The Goldfish
Director: Ashley Paige Brim
United States, 2021, 17 min
Shooting Format:Digital
Festival Year:2021
Category:Narrative Short
Genres:Comedy, Drama, Dramedy
WINNER: Audience Award
Cast:Diarra Kilpatrick, Murisa Harba, Dhruv Uday Singh, Cedric Sanders, Christine Garver, Annie Karstens, Courtney Jamison, Erica Ikeda, Anna Daines
Crew:Writer: Ashley Paige Brim. Producer: Diana Ward. Cinematographer: Bongani Mlambo. Editor: Melanie Annan.
Email:ashleypaigebrim@gmail.com
Synopsis
An adopted woman is forced to confront her darkest fear about motherhood at her sister's baby shower.
About the director
Ashley Brim is an award-winning filmmaker and a producer on the Showtime series HOMELAND. Her short film AN ACT OF TERROR, starring Olivia Washington and Tonya Pinkins, premiered in the "Race in America" program at the 30th Annual Virginia Film Festival and won the Audience Award for Best Narrative Short. Since then it has screened in Academy-qualifying competitions and festivals around the world, winning many awards, most recently a Special Jury Prize at the 2020 March on Washington Film Festival.
Ashley is an alum of the FOX DIRECTORS LAB and a HALF Initiative fellow in the Ryan Murphy Television Directing Mentorship Program. She was mentored by Dan Minahan during her shadow on AMERICAN CRIME STORY: VERSACE. She has shadowed Lesli Linka Glatter and Michael Cuesta on Emmy-nominated episodes of HOMELAND and Jonathan Frakes on THE GIFTED as a Fox directing fellow.
Ashley's short screenplay THE GOLDFISH was a Second Rounder at Austin Film Festival and won the 2019 New Orleans Film Festival Screenplay Competition.
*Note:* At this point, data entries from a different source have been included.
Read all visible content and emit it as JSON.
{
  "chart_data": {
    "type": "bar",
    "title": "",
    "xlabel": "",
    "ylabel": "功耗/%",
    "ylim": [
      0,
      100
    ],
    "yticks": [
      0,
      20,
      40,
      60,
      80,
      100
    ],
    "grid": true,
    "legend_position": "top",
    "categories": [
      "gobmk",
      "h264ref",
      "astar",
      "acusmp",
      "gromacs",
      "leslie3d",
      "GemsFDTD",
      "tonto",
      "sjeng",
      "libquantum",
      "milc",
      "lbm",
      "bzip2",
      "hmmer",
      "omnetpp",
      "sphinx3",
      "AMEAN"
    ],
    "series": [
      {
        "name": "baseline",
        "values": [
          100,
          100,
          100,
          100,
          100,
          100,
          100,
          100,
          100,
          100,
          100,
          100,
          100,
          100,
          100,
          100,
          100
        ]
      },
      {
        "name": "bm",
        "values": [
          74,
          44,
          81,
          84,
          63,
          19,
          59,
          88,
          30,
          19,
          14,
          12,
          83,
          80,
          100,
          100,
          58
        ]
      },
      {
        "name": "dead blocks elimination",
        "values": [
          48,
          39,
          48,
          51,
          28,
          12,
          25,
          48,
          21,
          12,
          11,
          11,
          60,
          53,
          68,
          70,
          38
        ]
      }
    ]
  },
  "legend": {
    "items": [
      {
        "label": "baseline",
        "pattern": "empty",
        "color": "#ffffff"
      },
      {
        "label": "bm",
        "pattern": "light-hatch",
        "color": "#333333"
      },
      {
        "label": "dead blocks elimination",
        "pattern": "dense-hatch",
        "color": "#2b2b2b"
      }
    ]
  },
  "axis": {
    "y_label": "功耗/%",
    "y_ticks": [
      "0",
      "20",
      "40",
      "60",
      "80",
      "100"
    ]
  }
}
Produced in early 2020, THE GOLDFISH stars Diarra Kilpatrick, Cedric Sanders, and Dhruv Uday Singh and will premiere at Brooklyn Film Festival in June 2021.
Filmmaker's note
“I DIDN’T KNOW YOU WERE ADOPTED!” It doesn’t matter if I’ve known someone for five years or fifteen minutes. This is their response when I say I’m an adoptee. It always sounds a little like an accusation and it’s always in the past tense.
But it’s not in the past tense for me. I was but also I am. Sometimes it’s important - I am adopted when I leave 3 pages of medical history blank at the doctors office. Sometimes it’s silly - I am adopted when my friend wants to chart my moon sign but I don’t know what time I was born.
Everyone has questions: “How old were you?” “When did you find out?” “So, have you tried to find your birth parents?” I’ve answered them a million times, all adoptees have. There are as many answers to these questions as there are adopted people, actually exponentially more since our answers evolve over time; such is the gift of being born without a backstory - you get to invent one.
When you decide you want to have a child, suddenly the mysteries of your origin story and your genetic inheritance threaten to be exposed by a tiny human. All of the stories you’ve told yourself about who created you and why they gave you away come into sharper focus under the spotlight of motherhood. In THE GOLDFISH, Audre starts to feel this spotlight shining on her narrative which she sees as fragile for the first time.
I made THE GOLDFISH because I wanted to see more stories about adopted people on screen. Our struggles with identity, belonging and inheritance deserve to be depicted in authentic ways and told by us.